Hexabundles essentially remove the need for microlens arrays in integral field spectroscopy, and can be integrated into existing systems using a conventional, low tension fibre positioner. They are ideal for wide-field ELT science. They will allow much more detailed investigation of the galaxy environments.
SAMI was built for the AAT as a demonstrator for 61-fibre-core hexabundles, and now is undertaking the [[http://sami-survey.org||SAMI Galaxy Survey[[ – the largest IFU survey in the world of nearby (z<0.12) galaxies. The SAMI Galaxy Survey targets key galaxy evolution questions, including how mass and angular momentum build up in galaxies, feedback mechanisms including quenching of star formation by outflows/winds or AGN activity, and the role of the environment in galaxy evolution through the morphology-density and SFR-density relations. The success of SAMI has lead to duplication of this idea by the USA in an instrument called MANGA. Furthermore, the next generation version of SAMI, called HECTOR, will be realised within the next ~5 years. It will incorporate new small replicable spectrographs (possibly photonic spectrographs) with new hexabundle designs and the latest in fibre positioning technology, to create an IFU with a multiplex of up to 100 hexabundles, leading to potentially a 100,000 galaxy survey – an order of magnitude larger than any IFU survey that will have been done.

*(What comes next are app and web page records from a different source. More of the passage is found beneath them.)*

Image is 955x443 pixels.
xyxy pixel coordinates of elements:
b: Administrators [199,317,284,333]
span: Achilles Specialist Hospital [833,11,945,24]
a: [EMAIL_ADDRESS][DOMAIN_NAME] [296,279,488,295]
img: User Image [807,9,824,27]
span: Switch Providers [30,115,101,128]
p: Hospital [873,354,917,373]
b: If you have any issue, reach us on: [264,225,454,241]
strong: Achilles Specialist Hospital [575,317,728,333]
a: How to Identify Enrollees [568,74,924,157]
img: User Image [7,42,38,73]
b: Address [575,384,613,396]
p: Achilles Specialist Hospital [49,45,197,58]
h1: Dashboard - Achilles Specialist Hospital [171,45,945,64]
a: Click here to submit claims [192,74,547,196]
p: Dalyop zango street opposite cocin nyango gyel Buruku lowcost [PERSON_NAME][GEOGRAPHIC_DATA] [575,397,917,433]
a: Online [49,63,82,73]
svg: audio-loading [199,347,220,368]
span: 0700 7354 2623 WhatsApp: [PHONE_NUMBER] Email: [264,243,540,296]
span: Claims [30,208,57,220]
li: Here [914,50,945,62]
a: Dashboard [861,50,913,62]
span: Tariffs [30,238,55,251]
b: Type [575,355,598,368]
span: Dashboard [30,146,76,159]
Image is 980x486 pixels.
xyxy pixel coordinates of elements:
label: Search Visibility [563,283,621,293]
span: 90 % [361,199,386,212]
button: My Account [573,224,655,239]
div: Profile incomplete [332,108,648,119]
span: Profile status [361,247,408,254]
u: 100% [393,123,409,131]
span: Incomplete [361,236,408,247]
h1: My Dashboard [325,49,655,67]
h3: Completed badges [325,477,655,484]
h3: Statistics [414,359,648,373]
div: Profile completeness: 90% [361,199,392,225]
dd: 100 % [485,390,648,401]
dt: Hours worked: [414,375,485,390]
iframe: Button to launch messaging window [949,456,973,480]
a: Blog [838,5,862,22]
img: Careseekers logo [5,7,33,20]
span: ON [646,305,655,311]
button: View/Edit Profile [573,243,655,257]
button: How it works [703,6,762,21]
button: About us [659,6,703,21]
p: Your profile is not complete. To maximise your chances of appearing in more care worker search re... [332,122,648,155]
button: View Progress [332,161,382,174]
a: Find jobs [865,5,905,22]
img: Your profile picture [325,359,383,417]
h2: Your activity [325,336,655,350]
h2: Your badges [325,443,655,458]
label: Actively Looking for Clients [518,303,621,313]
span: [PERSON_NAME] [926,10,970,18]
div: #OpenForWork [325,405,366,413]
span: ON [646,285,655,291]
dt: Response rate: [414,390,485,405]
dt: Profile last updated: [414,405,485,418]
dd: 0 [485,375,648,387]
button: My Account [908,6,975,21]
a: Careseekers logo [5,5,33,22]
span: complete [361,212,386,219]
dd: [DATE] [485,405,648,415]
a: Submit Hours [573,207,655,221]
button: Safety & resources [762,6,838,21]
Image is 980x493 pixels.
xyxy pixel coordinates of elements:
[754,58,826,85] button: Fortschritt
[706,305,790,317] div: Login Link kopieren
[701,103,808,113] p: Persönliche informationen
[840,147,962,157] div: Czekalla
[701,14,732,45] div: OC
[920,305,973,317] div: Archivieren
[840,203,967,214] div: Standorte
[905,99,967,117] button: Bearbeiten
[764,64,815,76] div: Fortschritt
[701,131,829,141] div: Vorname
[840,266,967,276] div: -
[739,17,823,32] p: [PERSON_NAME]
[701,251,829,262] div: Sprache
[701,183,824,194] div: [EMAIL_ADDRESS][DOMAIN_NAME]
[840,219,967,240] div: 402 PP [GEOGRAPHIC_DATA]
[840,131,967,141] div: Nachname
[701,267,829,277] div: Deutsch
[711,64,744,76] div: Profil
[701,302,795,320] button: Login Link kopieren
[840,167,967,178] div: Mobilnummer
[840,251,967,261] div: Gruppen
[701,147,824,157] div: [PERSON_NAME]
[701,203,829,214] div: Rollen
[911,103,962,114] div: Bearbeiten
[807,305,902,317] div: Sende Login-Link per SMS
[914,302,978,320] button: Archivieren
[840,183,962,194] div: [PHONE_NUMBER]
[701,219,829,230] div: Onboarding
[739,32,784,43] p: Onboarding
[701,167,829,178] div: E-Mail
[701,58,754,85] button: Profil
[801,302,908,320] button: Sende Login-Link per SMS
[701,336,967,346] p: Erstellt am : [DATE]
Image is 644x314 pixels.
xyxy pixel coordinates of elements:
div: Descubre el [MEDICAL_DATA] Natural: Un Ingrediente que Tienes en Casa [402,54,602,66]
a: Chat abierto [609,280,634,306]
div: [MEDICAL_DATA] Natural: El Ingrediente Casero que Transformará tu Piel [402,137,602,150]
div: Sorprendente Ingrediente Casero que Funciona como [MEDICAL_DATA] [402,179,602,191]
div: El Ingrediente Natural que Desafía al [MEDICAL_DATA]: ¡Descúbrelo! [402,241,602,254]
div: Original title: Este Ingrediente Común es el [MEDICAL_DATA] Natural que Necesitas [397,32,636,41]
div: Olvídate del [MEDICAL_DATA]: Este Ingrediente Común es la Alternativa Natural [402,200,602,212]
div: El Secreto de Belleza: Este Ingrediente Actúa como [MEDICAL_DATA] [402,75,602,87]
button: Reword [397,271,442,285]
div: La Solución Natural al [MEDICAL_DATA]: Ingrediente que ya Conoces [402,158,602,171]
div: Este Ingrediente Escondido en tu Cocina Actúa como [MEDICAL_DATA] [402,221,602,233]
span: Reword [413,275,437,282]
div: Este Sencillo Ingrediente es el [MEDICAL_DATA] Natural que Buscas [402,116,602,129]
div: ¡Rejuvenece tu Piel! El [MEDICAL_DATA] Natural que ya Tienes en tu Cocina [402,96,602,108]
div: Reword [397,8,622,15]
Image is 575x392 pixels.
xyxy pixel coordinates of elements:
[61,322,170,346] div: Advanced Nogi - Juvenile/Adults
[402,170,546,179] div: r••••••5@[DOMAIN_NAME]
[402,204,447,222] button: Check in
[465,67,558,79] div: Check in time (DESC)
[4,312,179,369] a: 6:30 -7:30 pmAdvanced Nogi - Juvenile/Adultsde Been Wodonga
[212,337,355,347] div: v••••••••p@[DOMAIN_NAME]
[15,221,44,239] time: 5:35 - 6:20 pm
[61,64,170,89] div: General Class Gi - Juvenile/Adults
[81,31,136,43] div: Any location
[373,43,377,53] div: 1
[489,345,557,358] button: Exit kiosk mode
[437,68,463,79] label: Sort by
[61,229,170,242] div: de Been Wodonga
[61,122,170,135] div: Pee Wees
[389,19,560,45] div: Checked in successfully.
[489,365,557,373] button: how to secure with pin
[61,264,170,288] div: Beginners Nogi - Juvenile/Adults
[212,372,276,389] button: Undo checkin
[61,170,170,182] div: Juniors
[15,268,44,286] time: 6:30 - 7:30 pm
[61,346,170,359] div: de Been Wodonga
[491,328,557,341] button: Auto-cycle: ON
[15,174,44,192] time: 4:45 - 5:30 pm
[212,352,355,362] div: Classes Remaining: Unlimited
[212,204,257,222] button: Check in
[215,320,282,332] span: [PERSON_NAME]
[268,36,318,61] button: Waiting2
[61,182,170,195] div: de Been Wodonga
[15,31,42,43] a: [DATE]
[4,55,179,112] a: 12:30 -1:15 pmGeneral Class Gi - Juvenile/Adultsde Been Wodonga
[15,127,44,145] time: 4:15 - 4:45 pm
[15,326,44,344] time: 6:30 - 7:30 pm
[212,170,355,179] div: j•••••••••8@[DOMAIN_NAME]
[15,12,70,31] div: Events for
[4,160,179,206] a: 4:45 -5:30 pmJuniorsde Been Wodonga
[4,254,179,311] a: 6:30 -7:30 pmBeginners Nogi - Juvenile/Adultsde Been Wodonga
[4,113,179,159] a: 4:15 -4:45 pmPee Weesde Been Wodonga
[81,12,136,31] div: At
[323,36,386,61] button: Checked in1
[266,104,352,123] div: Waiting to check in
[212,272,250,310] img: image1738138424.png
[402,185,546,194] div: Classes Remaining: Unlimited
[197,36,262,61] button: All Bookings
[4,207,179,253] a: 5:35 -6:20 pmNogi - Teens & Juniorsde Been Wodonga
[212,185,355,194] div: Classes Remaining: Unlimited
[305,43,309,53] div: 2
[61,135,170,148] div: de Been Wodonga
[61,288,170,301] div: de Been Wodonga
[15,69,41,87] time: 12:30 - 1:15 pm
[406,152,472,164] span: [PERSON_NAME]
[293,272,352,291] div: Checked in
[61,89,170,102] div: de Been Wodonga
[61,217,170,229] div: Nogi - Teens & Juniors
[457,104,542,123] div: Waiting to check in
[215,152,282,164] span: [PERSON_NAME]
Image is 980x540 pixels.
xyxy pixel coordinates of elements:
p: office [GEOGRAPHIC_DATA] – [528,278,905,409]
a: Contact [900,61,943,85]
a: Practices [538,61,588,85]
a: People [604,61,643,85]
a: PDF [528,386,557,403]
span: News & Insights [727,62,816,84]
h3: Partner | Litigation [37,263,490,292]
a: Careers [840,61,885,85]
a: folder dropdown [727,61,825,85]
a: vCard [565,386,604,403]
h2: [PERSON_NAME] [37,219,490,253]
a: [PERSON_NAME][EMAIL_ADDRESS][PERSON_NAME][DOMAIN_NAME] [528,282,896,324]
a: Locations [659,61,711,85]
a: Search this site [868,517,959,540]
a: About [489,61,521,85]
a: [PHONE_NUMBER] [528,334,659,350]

The hydroxyl radical is a molecule that exists in the Earths atmosphere. However, hydroxyl emission lines account for a vast majority (approximately 98%) of the near IR (NIR) background in the night sky over the wavelength range 0.9-2.0 mm: right across the J and H infrared bands where many optical and infrared telescopes operate. The hydroxyl is produced from a reaction between ozone and hydrogen at high altitudes (~87 kilometres). The emission results from the vibrational decay of the excited OH molecule.
Detection of emission lines (such as H-alpha for measurements of star formation rates) in high redshift galaxies is limited in the NIR by the OH emission - 1000 times brighter than in the optical bands. Solving the NIR sky background problem is a critical challenge for high redshift astronomy. The background cannot be subtracted as it is highly variable and the contaminating lines scatter in the spectrograph, adding contamination between the OH lines, and therefore need to be blocked before entering the spectrograph.
A novel astrophotonic solution came from combining fibre Bragg gratings and photonic lanterns into the GNOSIS instrument – an H-band feed for the NIR IRIS2 instrument on the AAT. GNOSIS has the advantage of photonically-filtering OH sky lines, but still maintaining the light-collecting advantage of multi-mode fibres. A successor to GNOSIS on the AAT, called PRAXIS, will extend this technology to include the J-band. This will leave a background continuum in the H and J-bands that is close to that seen in the optical, which allows the detection of emission lines from faint high redshift galaxies, opening up a host of galaxy evolution studies not previously possible from the ground.
In addition, within the next decade, observations will be obtained through the TAIPAN survey of galaxies out to z ~1, enabled by the TAIPAN instrument (populated with hundreds of Starbugs) on the UKST. These observations will yield new insights into galaxy formation and evolution, as well as cosmology (through constraints on H0).
Interferometry is the technique of using an array of telescopes in conjunction to observe and determine the location of an object. Better optical fibres and optical circuitry will enable a greater efficiency in interpolating data collected.
Some astrophotonics technology is being incorporated in micro-satellites.